In 1905 Einstein derived, from his two postulates, the conclusion

"the clock moved from A to B lags behind the other which has remained at B":

Albert Einstein, On the electrodynamics of moving bodies, 1905: "From this there ensues the following peculiar consequence. If at the points A and B of K there are stationary clocks which, viewed in the stationary system, are synchronous; and if the clock at A is moved with the velocity v along the line AB to B, then on its arrival at B the two clocks no longer synchronize, but the clock moved from A to B lags behind the other which has remained at B by tv^2/2c^2 (up to magnitudes of fourth and higher order), t being the time occupied in the journey from A to B." http://www.fourmilab.ch/etexts/einstein/specrel/www/

This conclusion does not follow from Einstein's 1905 postulates - the argument is invalid. The following two conclusions, in contrast, VALIDLY follow from the postulates:

Conclusion 1: The clock moved from A to B lags behind the other which has remained at B, as judged from the stationary system.

Conclusion 2: The clock which has remained at B lags behind the clock moved from A to B, as judged from the moving system.

Conclusions 1 and 2 (symmetrical time dilation) in their combination give no prediction for the readings of the two clocks as they meet at B.
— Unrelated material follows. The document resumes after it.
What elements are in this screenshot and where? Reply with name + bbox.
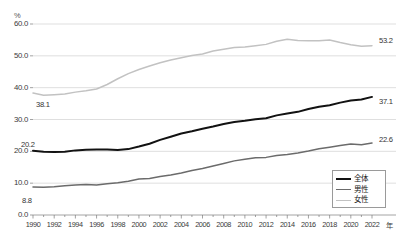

In contrast, the invalidly deduced conclusion ("the clock moved from A to B lags behind the other which has remained at B") provides a straightforward prediction - the moving clock is slow, the stationary one is FAST (asymmetrical time dilation). The famous "travel into the future" is a direct implication - the slowness of the moving clock means that its (moving) owner can remain virtually unchanged while sixty million years are passing for the stationary system:

Thibault Damour: "The paradigm of the special relativistic upheaval of the usual concept of time is the twin paradox. Let us emphasize that this striking example of time dilation proves that time travel (towards the future) is possible. As a gedanken experiment (if we neglect practicalities such as the technology needed for reaching velocities comparable to the velocity of light, the cost of the fuel and the capacity of the traveller to sustain high accelerations), it shows that a sentient being can jump, "within a minute" (of his experienced time) arbitrarily far in the future, say sixty million years ahead, and see, and be part of, what (will) happen then on Earth. This is a clear way of realizing that the future "already exists" (as we can experience it "in a minute")." http://www.bourbaphy.fr/damourtemps.pdf

Conclusion: If logical validity is obeyed, special relativity is unable to say which clock - the moving or the stationary - lags behind the other. Einstein's invalid argument masks this inability and does say how the two clocks differ but this is not science of course.